Published on 02:07 PM, February 13, 2015

Art

Battle Cries from Bengal

Aanisuzzaman Sohel, Anonymous Teeth 2 pen and acrylic on paper, 76x51cm, 2013.

Whichever way we look, there is burning, looting and pillage today. It is natural that three young artists, even though not being there during the nine months of War of Liberation, should feel that life is an agony with war cries. They feeling haunted and chased by elements beyond themselves. The exhibition “The Paradaoxical Now” which began at The Bengal Gallery of Fine Arts on February 7 will continue till March 1. Feroz Mahmud, Aniuzzaman Sohel and Yasmin Jahan Nupur are soaked with such feelings of fear and fight. 
The elements in their work, such as those of Anisuzzaman, include items like guns, butcher knives, knives, paratroopers, army on horseback and on elephants ready for some warfare. Delineating history and myths , using symbols, shapes and tones  their work oscillate from familiar to unknown. “Some things make me anxious, some make me hopeful; some make me lose hope. I try to translate those feelings into art. I can't go out and start smashing car windshields in anger, so my anger comes out in brush stokes I guess I'm just trying to turn my destructive impulses into creative ones.” In Sohel's work we find paratroopers, parts of bird, helicopters, knives to peel, Cranes and parts of Sten guns. 

Firoz Mahmud, Scenario 6 mixed on paper, 86x61cm, 2015.

Feroze goes back into the history of Bangladesh and the Indian subcontinent, to get Mughal imagery and animal symbolism. His brown stands for soil while green for the national colour. Trained in painting and drawing these are the components of his art. In Firoze's work we find a Moghul emperor clad in his flowered 'kurta', turban and layers of jewellery, with a rose in hand. There are two swords placed sideways. The throne is in pencil. There are people fighting at the back. The emperor is on horseback, with a man leading them on-the man has a snout of a pig and he is covered with a butterfly. There are paisley at the four ends of the painting containing more paisley patterns in brown.   In front is a village scene in pale blue, with men and women carrying weights. 

Art being a language of communication Yasmine Jahan Nupur 's work is conceptual social and environmental. Her works deal with domestic abuse and underlying threads of violence.” My interest in technology is in its relationship with artwork and its effect on viewers. And artists crossing paths, crossing limitatiom. I am thinking about 3D scanning, digital manipulation, sharing and the shifting relations between the physical and the digital , all in the familiar form of a sculptural installation. For me this is a very important discovery.”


(EXERCISE REQUIREMENTS) Reading the data below, count the lines that carry the string "area". Give nothing but the count.

Records from a data source:

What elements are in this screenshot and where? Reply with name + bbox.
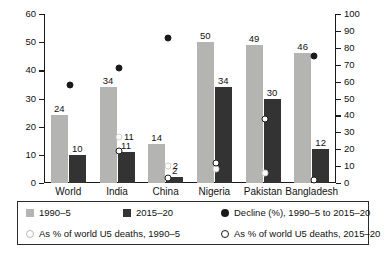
bar-value-label: 49: [249, 34, 260, 44]
bar-1990-5: 46: [294, 53, 311, 183]
bar-1990-5: 14: [148, 144, 165, 183]
bar-value-label: 12: [315, 138, 326, 148]
right-tick-label: 0: [344, 178, 349, 188]
bar-group: 4930: [246, 14, 281, 183]
share-1990-marker: [262, 169, 269, 176]
legend-row-top: 1990–5 2015–20 Decline (%), 1990–5 to 20…: [18, 202, 368, 224]
bar-2015-20: 11: [118, 152, 135, 183]
right-tick: [336, 14, 341, 15]
bar-value-label: 34: [103, 76, 114, 86]
bar-group: 5034: [197, 14, 232, 183]
bar-group: 3411: [100, 14, 135, 183]
share-2015-marker: [164, 174, 171, 181]
right-tick: [336, 99, 341, 100]
legend-filled-circle-icon: [221, 209, 229, 217]
legend-swatch-dark-icon: [123, 209, 131, 217]
legend-item-1990-5: 1990–5: [26, 202, 71, 224]
left-axis-line: [44, 14, 45, 183]
right-tick-label: 30: [344, 128, 355, 138]
decline-marker: [67, 81, 74, 88]
left-tick-label: 10: [25, 150, 36, 160]
legend-item-share-1990-5: As % of world U5 deaths, 1990–5: [26, 223, 180, 245]
chart-root: 0102030405060 0102030405060708090100 241…: [0, 0, 385, 259]
share-1990-marker: [213, 166, 220, 173]
share-1990-marker: [164, 163, 171, 170]
right-tick-label: 80: [344, 43, 355, 53]
right-tick-label: 50: [344, 94, 355, 104]
legend-item-2015-20: 2015–20: [123, 202, 173, 224]
right-tick: [336, 48, 341, 49]
bar-value-label: 34: [218, 76, 229, 86]
decline-marker: [310, 53, 317, 60]
category-label: Bangladesh: [285, 186, 338, 197]
legend-label: 1990–5: [39, 208, 71, 218]
left-tick: [39, 14, 44, 15]
right-tick-label: 20: [344, 144, 355, 154]
x-axis-line: [44, 182, 336, 183]
legend-label: 2015–20: [136, 208, 173, 218]
legend-swatch-light-icon: [26, 209, 34, 217]
left-tick-label: 40: [25, 66, 36, 76]
right-tick: [336, 82, 341, 83]
legend-open-circle-dark-icon: [221, 230, 229, 238]
decline-marker: [116, 65, 123, 72]
bar-value-label: 11: [121, 141, 131, 151]
bar-1990-5: 50: [197, 42, 214, 183]
plot-area: 0102030405060 0102030405060708090100 241…: [44, 14, 336, 183]
legend-label: As % of world U5 deaths, 1990–5: [39, 229, 180, 239]
chart-legend: 1990–5 2015–20 Decline (%), 1990–5 to 20…: [17, 201, 369, 245]
right-tick: [336, 166, 341, 167]
left-tick: [39, 155, 44, 156]
bar-value-label: 50: [200, 31, 211, 41]
right-tick: [336, 149, 341, 150]
left-tick-label: 60: [25, 9, 36, 19]
category-label: India: [106, 186, 128, 197]
share-2015-marker: [262, 115, 269, 122]
bar-group: 4612: [294, 14, 329, 183]
share-2015-marker: [213, 159, 220, 166]
bar-value-label: 10: [72, 144, 83, 154]
bar-1990-5: 34: [100, 87, 117, 183]
right-tick: [336, 183, 341, 184]
bar-value-label: 14: [151, 133, 162, 143]
legend-open-circle-light-icon: [26, 230, 34, 238]
left-tick: [39, 42, 44, 43]
bar-value-label: 46: [297, 42, 308, 52]
right-tick: [336, 65, 341, 66]
right-tick: [336, 31, 341, 32]
category-label: World: [55, 186, 81, 197]
left-tick-label: 0: [31, 178, 36, 188]
right-tick-label: 70: [344, 60, 355, 70]
bar-1990-5: 49: [246, 45, 263, 183]
share-2015-marker: [116, 147, 123, 154]
share-1990-marker: [116, 134, 123, 141]
right-tick-label: 40: [344, 111, 355, 121]
category-label: China: [153, 186, 179, 197]
left-tick-label: 20: [25, 122, 36, 132]
right-tick: [336, 132, 341, 133]
left-tick-label: 50: [25, 37, 36, 47]
bar-1990-5: 24: [51, 115, 68, 183]
bar-value-label: 24: [54, 104, 65, 114]
right-tick-label: 10: [344, 161, 355, 171]
left-tick: [39, 99, 44, 100]
right-tick: [336, 115, 341, 116]
right-tick-label: 60: [344, 77, 355, 87]
left-tick: [39, 183, 44, 184]
marker-value-label: 2: [173, 161, 178, 171]
bar-2015-20: 10: [69, 155, 86, 183]
right-tick-label: 90: [344, 26, 355, 36]
legend-label: Decline (%), 1990–5 to 2015–20: [234, 208, 370, 218]
legend-item-share-2015-20: As % of world U5 deaths, 2015–20: [221, 223, 380, 245]
left-tick-label: 30: [25, 94, 36, 104]
bar-group: 2410: [51, 14, 86, 183]
category-label: Nigeria: [198, 186, 230, 197]
legend-label: As % of world U5 deaths, 2015–20: [234, 229, 380, 239]
legend-row-bottom: As % of world U5 deaths, 1990–5 As % of …: [18, 223, 368, 245]
marker-value-label: 11: [124, 132, 134, 142]
bar-value-label: 30: [267, 88, 278, 98]
share-2015-marker: [310, 176, 317, 183]
x-axis-ticks: [44, 14, 336, 39]
legend-item-decline: Decline (%), 1990–5 to 2015–20: [221, 202, 370, 224]
category-label: Pakistan: [244, 186, 282, 197]
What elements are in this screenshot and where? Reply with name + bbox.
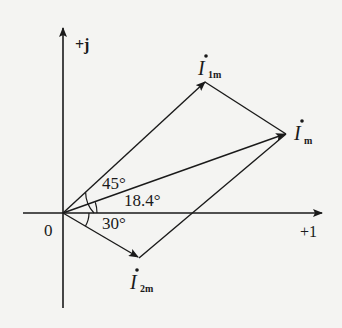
real-axis-label: +1	[300, 223, 317, 240]
phasor-Im	[63, 134, 285, 213]
label-I1m-symbol: I	[197, 57, 206, 79]
angle-arc-30	[86, 213, 90, 226]
label-I2m-symbol: I	[129, 271, 138, 293]
angle-label-45: 45°	[102, 174, 126, 193]
parallelogram-edge-upper	[205, 82, 286, 134]
parallelogram-edge-lower	[139, 134, 286, 258]
phasor-diagram: +j +1 0 45° 18.4° 30° I 1m I m I 2m	[0, 0, 342, 328]
angle-label-18: 18.4°	[124, 191, 161, 210]
phasor-I2m	[63, 213, 138, 257]
phasor-dot-Im	[300, 119, 304, 123]
label-I1m: I 1m	[197, 54, 222, 80]
label-Im-subscript: m	[304, 135, 313, 146]
label-Im: I m	[293, 119, 313, 146]
angle-label-30: 30°	[102, 214, 126, 233]
label-I2m-subscript: 2m	[140, 283, 154, 294]
imaginary-axis-label: +j	[75, 36, 89, 54]
label-I1m-subscript: 1m	[208, 69, 222, 80]
origin-label: 0	[44, 221, 53, 240]
phasor-dot-I1m	[204, 54, 208, 58]
label-Im-symbol: I	[293, 122, 302, 144]
angle-arc-18	[95, 202, 97, 213]
label-I2m: I 2m	[129, 268, 154, 294]
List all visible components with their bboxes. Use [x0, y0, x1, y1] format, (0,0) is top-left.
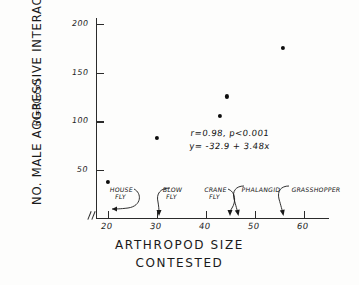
- species-label-line2: FLY: [199, 193, 230, 200]
- species-label-line1: HOUSE: [105, 186, 138, 193]
- y-tick-200: [97, 24, 104, 25]
- x-tick-label-40: 40: [198, 221, 211, 231]
- species-label-line1: PHALANGID: [239, 186, 284, 193]
- chart-figure: 200 150 100 50 20 30 40 50 60: [0, 0, 359, 285]
- y-tick-label-150: 150: [71, 68, 89, 77]
- x-tick-label-60: 60: [296, 221, 309, 231]
- y-tick-label-200: 200: [71, 19, 89, 28]
- x-tick-label-30: 30: [149, 221, 162, 231]
- y-tick-100: [97, 121, 104, 122]
- x-tick-label-20: 20: [100, 221, 113, 231]
- species-callout-blow-fly: BLOW FLY: [156, 186, 188, 200]
- species-label-line1: BLOW: [157, 186, 188, 193]
- datapoint-phalangid: [225, 94, 229, 98]
- y-tick-label-100: 100: [71, 116, 89, 125]
- x-tick-label-50: 50: [247, 221, 260, 231]
- regression-equation-text: y= -32.9 + 3.48x: [189, 140, 271, 153]
- y-tick-150: [97, 73, 104, 74]
- species-callout-phalangid: PHALANGID: [239, 186, 284, 193]
- plot-area: 200 150 100 50 20 30 40 50 60: [0, 0, 359, 285]
- x-axis-title-line2: CONTESTED: [0, 256, 359, 270]
- datapoint-grasshopper: [281, 46, 285, 50]
- species-label-line1: GRASSHOPPER: [288, 186, 345, 193]
- species-label-line1: CRANE: [200, 186, 231, 193]
- y-tick-50: [97, 170, 104, 171]
- x-axis-title-line1: ARTHROPOD SIZE: [0, 238, 359, 252]
- datapoint-blow-fly: [155, 136, 159, 140]
- y-axis-subtitle: (N=30♂♂): [33, 28, 42, 178]
- stats-annotation: r=0.98, p<0.001 y= -32.9 + 3.48x: [189, 127, 272, 152]
- species-callout-house-fly: HOUSE FLY: [104, 186, 138, 200]
- y-tick-label-50: 50: [76, 165, 88, 174]
- species-label-line2: FLY: [156, 193, 187, 200]
- datapoint-crane-fly: [218, 114, 222, 118]
- species-label-line2: FLY: [104, 193, 137, 200]
- correlation-text: r=0.98, p<0.001: [190, 127, 272, 140]
- species-callout-grasshopper: GRASSHOPPER: [288, 186, 345, 193]
- species-callout-crane-fly: CRANE FLY: [199, 186, 231, 200]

(EXERCISE OUTPUT) 2